Learn more about the trailing commas in function calls.

Additional Functionality

New functions: array_first_key() and array_last_key()

These two new functions were added to make it easier to get the first or last key/value of an array.

Learn more about array_first_key() and array_last_key().

New function: is_countable()

This new function allows determining if a variable contains something countable.

Before PHP 7.3 you'd have to use this:

if (is_array($foo) || $foo instanceof Countable) {
    // $foo is countable
}

Starting with PHP 7.3, you can instead use this:

if (is_countable($foo)) {
    // $foo is countable
}

Learn more about is_countable().

New option flag: JSON_THROW_ON_ERROR

Until now, the json_decode() function had an edge case that was unfortunately very common: a result of null could either mean that an error occurred or that the JSON value null was the input being decoded.

PHP 7.3 introduces a new flag, JSON_THROW_ON_ERROR, that can be passed to both json_decode() and json_encode(). When set, instead of invalid input causing these functions to set the global error state, they will instead throw a JsonException.

Learn more about JSON_THROW_ON_ERROR.

Reference assignment using list()

Before PHP 7.3, it was not possible to assign references using list(). For example, the following did not work in PHP 7.2:

$array = [1, 2];
list($a, &$b) = $array;

In PHP 7.3, the above example works as expected.

Learn more about reference assignment using list().

compact() now reports undefined variables

The compact() function creates an array containing variables and their values.
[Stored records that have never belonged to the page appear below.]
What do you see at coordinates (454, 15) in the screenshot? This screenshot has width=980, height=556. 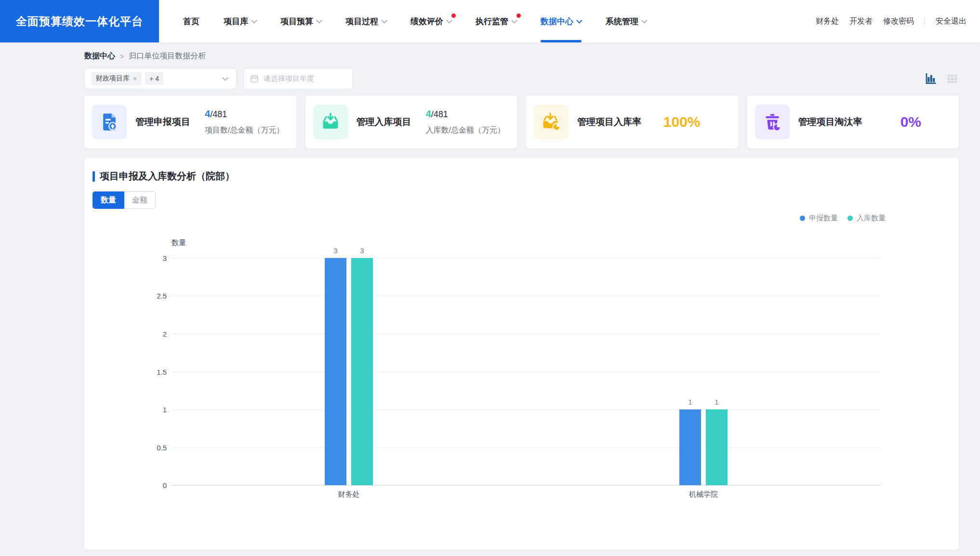 I see `notification-dot` at bounding box center [454, 15].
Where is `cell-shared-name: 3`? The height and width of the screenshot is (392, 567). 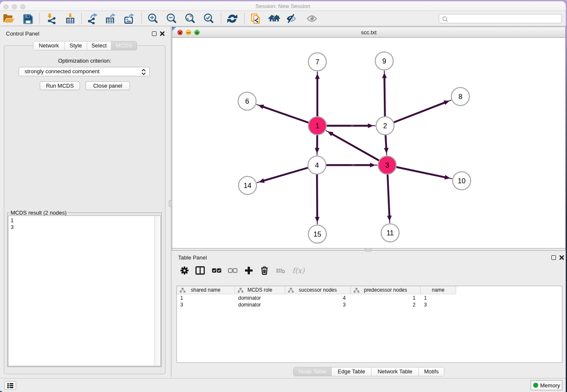 cell-shared-name: 3 is located at coordinates (207, 305).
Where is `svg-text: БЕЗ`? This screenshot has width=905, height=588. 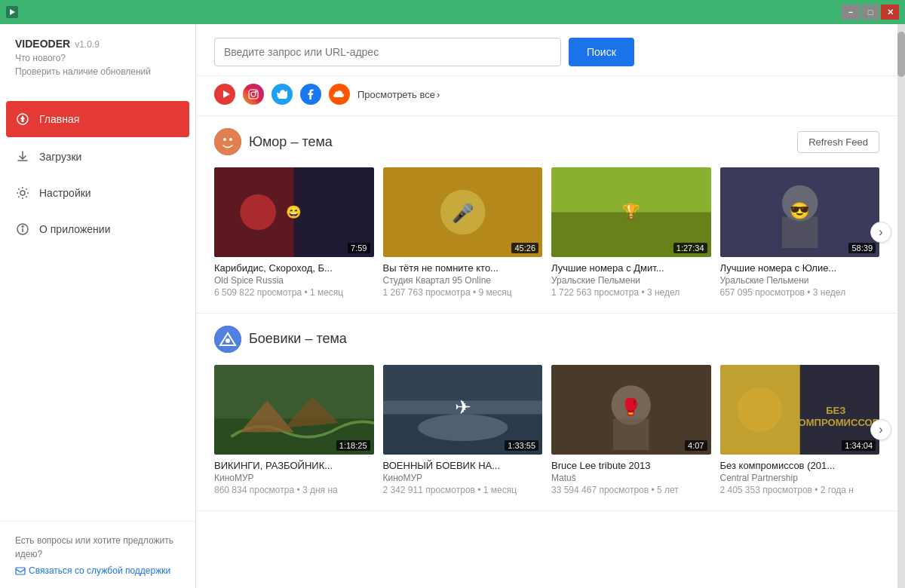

Before PHP 7.3, any specified variable names that are not actual variables will be silently skipped by compact(). In PHP 7.3, unset variables such as in the example below where the programmer mistyped 'foo' as 'foz' will cause a notice.

$foo = 'bar';
$baz = compact('foz'); // Notice: compact(): Undefined variable: foz

Learn more about compact() reporting undefined variables.

Deprecated Functionality

There are a few deprecations in PHP 7.3. This functionality is still available in PHP 7.3 but will be removed in a future PHP version. The deprecations include:

  • Defining a free-standing assert() function (overrides the built-in function).
  • String search functions with integer needle (silent conversion of the integer to the equivalent ASCII codepoint).

See the full list and learn more about the deprecations in PHP 7.3.

App Compatibility

Most apps that are compatible with PHP 7.2 will be compatible with PHP 7.3.

Extension Compatibility

If your apps rely on PECL extensions or third-party PHP extensions such as ionCube, you'll need to wait for the extension developer to add PHP 7.3 support.

The good news is that most PECL extensions that support PHP 7.2 already support PHP 7.3. To learn about specific PECL extensions, see our PECL extension documentation which we've updated to include information on PHP 7.3 support.

How to Switch to PHP 7.3

To use PHP 7.3 with one of your apps, go to the app's Settings in ServerPilot and change the Runtime to PHP 7.3.

As always, your servers and apps using PHP 7.3 will automatically receive updates as new PHP 7.3 releases become available. When PHP 7.3.0 is released, all apps using PHP 7.3 RC will automatically begin using PHP 7.3.0.